Ever since Benjamin Pierce Cheney established his institution of higher learning in 1882 in the city that bears his name, it has become a temporary stop-over for 10s of thousands.
For some it was a four year stay and others less before departing down wherever life’s road was to take them. In more recent times five and six years became the norm.
David Riley spent 13 years of study in Eastern Washington University’s non-accredited but quite successful coaching school found inside the walls of Reese Court.
He will carry what he learned from a series of mentors like Jim Hayford and Shantay Legans down U.S. Highway 195 to Pullman where last week he was named new head coach at Washington State University.
Riley, who won back-to-back Big Sky Conference regular season championships in Cheney, replaces another overachiever in Kyle Smith.
Smith took the Cougars into the second round of the NCAA Tournament, their first appearance since 2009, and days after their elimination he headed south to Palo Alto for the Stanford job.
And a hefty raise reported to be in the seven-figure range.
Riley, too, will earn more at Wazzu than he did at Eastern.
But speaking at his April 4 introductory press conference in Pullman it was not the big bucks that coaxed him away from Eastern where he first followed former Eagles’ head coach Hayford. Riley went from a player at Whitworth to a graduate assistant at EWU in 2011 and climbed the ladder.
“This is a dream job for me,” the 35-year-old Riley told the gathering that included WSU President Kirk Schulz, interim athletics director Anne McCoy, media, boosters and athletes. It is the “Perfect spot for the way I want to run a
program,” Riley added.
Being in a “college town” as he referred to Pullman will allow Riley to focus on what matters. There are “No distractions here.”
Perhaps, the same was as true in Cheney where Spokane has always been just far enough away for some things but too close other times?

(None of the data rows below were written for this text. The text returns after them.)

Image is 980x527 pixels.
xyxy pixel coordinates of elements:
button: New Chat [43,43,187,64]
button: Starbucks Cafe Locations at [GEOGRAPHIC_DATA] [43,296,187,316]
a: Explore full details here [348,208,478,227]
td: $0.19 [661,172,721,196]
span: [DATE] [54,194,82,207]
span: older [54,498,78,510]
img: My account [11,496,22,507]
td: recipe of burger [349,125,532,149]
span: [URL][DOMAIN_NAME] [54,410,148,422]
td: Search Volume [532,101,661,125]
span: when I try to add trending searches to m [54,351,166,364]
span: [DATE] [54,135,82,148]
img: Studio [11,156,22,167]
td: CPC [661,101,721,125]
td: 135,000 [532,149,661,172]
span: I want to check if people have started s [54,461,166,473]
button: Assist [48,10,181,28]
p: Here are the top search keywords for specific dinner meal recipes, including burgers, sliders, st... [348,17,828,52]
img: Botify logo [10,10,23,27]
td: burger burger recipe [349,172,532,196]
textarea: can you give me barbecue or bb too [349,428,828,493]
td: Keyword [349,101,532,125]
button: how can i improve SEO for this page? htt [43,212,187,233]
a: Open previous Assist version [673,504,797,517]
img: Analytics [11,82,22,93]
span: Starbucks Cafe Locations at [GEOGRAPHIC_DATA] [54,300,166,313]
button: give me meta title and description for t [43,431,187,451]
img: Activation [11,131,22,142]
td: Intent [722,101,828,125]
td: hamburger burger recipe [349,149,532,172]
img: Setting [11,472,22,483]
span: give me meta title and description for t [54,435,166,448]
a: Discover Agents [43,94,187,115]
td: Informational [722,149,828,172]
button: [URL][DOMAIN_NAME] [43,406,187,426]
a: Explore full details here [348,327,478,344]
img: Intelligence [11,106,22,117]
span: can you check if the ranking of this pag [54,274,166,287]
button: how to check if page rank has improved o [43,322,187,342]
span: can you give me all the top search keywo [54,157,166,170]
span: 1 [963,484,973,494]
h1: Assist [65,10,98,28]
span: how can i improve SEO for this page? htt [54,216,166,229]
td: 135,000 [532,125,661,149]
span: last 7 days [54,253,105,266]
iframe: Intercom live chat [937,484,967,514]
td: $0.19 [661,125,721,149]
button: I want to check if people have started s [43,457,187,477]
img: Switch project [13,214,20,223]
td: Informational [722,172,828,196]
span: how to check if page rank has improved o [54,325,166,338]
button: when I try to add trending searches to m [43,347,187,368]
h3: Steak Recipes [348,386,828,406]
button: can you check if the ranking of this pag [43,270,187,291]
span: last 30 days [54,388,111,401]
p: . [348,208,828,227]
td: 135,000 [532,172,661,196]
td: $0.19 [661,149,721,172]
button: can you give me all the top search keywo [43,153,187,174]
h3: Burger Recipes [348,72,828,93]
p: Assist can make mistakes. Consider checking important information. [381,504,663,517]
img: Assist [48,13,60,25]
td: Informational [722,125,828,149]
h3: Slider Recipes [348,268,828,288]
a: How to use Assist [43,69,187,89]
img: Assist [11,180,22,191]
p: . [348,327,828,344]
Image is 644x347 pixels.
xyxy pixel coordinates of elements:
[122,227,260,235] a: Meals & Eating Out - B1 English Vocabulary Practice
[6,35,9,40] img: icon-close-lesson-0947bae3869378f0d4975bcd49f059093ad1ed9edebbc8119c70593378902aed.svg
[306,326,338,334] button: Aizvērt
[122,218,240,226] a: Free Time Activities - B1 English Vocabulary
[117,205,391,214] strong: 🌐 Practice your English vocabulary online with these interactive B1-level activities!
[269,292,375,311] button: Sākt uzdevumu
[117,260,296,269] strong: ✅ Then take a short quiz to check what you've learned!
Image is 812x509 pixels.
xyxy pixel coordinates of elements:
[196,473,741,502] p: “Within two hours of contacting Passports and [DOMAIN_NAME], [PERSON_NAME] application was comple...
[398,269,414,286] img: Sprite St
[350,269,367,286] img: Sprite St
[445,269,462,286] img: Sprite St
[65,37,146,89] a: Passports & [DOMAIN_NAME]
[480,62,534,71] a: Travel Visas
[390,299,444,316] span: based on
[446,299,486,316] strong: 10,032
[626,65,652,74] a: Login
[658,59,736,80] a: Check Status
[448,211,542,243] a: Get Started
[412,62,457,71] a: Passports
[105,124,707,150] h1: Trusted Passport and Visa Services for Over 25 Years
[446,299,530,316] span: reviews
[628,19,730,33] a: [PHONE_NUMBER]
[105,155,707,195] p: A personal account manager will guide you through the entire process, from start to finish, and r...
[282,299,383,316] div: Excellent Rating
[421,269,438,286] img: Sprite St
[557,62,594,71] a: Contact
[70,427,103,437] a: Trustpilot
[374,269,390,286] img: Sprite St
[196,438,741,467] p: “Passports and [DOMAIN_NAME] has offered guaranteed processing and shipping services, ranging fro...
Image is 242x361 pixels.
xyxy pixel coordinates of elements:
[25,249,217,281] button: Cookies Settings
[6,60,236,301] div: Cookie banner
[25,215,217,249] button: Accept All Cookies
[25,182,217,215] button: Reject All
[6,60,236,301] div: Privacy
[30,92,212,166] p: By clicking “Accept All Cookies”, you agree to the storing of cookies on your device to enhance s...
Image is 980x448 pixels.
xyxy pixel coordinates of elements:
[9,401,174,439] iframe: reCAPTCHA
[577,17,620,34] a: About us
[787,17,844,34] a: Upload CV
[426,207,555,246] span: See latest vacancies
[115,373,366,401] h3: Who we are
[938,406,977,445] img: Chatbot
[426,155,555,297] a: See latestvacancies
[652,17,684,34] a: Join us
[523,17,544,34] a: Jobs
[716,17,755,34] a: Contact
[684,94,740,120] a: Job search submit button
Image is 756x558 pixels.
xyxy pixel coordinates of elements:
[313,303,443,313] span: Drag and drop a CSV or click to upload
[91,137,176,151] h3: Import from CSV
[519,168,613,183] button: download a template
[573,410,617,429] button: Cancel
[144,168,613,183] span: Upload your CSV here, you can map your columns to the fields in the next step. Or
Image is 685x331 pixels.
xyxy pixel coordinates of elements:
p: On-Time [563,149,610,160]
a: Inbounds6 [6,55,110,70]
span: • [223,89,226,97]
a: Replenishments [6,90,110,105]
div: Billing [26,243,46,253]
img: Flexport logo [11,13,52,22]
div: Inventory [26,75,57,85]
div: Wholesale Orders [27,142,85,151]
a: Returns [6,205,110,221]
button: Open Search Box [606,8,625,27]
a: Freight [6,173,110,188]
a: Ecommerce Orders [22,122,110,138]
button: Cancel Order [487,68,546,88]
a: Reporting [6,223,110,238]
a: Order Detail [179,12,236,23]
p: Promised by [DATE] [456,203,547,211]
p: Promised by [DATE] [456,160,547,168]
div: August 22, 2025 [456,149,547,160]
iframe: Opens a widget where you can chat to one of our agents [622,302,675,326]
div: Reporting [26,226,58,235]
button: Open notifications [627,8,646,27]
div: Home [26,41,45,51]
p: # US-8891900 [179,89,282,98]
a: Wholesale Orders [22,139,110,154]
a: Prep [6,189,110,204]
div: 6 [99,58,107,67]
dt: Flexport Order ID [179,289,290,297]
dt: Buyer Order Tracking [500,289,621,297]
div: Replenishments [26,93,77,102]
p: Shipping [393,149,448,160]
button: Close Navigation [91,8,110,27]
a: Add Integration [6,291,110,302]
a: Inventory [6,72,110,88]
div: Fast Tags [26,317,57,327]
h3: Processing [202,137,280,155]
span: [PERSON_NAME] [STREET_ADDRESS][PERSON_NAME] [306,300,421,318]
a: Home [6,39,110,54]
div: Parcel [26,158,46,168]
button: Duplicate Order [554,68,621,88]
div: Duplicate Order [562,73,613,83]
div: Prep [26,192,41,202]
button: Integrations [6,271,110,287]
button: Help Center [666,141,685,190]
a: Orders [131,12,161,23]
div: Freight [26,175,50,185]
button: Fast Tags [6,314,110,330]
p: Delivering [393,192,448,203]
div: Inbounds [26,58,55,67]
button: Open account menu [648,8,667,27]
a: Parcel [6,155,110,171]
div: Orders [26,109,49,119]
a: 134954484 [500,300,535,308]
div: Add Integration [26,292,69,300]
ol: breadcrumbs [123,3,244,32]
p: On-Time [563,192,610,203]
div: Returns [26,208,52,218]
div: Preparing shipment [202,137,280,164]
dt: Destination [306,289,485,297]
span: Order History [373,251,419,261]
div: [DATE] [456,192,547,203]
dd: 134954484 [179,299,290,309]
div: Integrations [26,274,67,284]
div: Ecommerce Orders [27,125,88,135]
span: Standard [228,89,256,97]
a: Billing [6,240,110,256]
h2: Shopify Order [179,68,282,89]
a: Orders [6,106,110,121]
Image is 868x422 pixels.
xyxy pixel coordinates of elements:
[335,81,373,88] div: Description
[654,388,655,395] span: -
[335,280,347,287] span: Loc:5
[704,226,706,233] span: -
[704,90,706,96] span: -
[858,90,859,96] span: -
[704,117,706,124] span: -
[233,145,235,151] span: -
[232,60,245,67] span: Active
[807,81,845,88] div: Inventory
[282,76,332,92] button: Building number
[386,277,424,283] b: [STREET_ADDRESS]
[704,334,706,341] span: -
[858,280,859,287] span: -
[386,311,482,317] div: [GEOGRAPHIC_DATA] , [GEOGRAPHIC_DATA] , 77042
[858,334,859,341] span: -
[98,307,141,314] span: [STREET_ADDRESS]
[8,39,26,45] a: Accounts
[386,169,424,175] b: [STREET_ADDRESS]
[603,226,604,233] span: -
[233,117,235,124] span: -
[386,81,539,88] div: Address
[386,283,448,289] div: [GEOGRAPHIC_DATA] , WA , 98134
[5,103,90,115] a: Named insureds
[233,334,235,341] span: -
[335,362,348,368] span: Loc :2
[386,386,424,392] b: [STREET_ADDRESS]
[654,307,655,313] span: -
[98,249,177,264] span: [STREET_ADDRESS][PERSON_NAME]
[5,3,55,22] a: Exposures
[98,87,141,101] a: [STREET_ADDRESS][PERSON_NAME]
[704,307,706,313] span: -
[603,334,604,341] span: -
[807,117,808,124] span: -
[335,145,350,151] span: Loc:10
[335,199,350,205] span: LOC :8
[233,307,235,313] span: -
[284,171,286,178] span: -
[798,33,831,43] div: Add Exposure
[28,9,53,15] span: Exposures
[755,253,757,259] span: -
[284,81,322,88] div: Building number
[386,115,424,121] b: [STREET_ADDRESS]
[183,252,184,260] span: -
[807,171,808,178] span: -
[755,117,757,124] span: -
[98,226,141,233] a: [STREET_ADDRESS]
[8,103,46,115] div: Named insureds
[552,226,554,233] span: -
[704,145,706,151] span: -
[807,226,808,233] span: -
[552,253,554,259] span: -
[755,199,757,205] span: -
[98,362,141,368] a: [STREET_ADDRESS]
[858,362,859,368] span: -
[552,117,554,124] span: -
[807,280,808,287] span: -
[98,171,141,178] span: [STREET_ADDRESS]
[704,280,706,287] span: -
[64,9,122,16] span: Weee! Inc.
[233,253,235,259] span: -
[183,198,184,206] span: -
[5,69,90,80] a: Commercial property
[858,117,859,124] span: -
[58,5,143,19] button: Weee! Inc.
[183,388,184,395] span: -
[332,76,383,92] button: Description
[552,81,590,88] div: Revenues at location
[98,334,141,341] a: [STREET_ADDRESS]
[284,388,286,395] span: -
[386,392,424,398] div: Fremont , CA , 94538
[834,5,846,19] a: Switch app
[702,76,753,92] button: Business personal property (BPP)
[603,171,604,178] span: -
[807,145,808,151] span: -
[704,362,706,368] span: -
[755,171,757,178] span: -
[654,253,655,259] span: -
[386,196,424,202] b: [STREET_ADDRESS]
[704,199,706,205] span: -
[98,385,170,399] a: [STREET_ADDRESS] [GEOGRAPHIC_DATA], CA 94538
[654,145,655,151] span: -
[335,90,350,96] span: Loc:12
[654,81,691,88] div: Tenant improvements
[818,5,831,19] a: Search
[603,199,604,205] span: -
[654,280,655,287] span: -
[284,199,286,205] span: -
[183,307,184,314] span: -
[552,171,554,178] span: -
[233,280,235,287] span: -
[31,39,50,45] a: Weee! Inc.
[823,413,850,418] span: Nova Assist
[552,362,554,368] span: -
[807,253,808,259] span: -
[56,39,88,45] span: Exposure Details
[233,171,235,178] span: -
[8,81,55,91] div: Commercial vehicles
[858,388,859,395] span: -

If he didn’t know it before as a standout player at Whitworth, Riley certainly did at Eastern, where scrapping for every morsel — be it money or fan support — is part of the Eagles’ DNA.
“The underdog mentality that these guys (at EWU and WSU) have connects with me,” Riley said.
While at Eastern, Riley was part of a team of architects and builders who did the same thing he hopes to carry on in Pullman.
“We had a group that wasn’t necessarily the McDonalds All-Americans, the 5-star (recruit) guys,” Riley said of Eastern.
Upon landing the head coaching job at Eastern in 2021 following the departure of Shantay Legans to the University of Portland, Riley found the paltry player pantry even more so.
Not only had the Groves brothers — Tanner and Jacob — vamoosed for Stillwater and University of Oklahoma, but a handful of others left with Legans for “Portlandia.”
How’d the rookie head coach respond to what might have been a disastrous start?
“The first year was a total rebuild and we won 18 games,” Riley reminded. “Next year we won 18 games in a row. We had a bunch of guys who were under the radar and weren’t supposed to be good.”
And that was something he drew on from his time at Eastern.
Tyler Harvey was a walk-on and in year four became the leading scorer in the country and an NBA draft pick. Steele Venters was also a walk-on from Ellensburg and became the Big Sky Conference MVP.
After becoming one of the most successful coaches in Eastern history and helping the Eagles in their rise to being the winningest Big Sky program in the last decade, collective breaths were being held in Cheney when Smith left. The hope was that another guy with Whitworth roots, Matt Logie from Montana State, would take the bait and leave Bozeman for Pullman. But MSU ponied up.
Just ask yourself: Bozeman or Pullman? Money isn’t everything!
“I had an amazing time at Eastern Washington,” Riley said. “If I was going to leave a place it was going to take a lot.”
David Riley was certainly not the first and will not hardly be the last to leave Cheney in search of their next challenge.
— Paul Delaney is a Free Press Publishing sports reporter and can be reached at [email protected].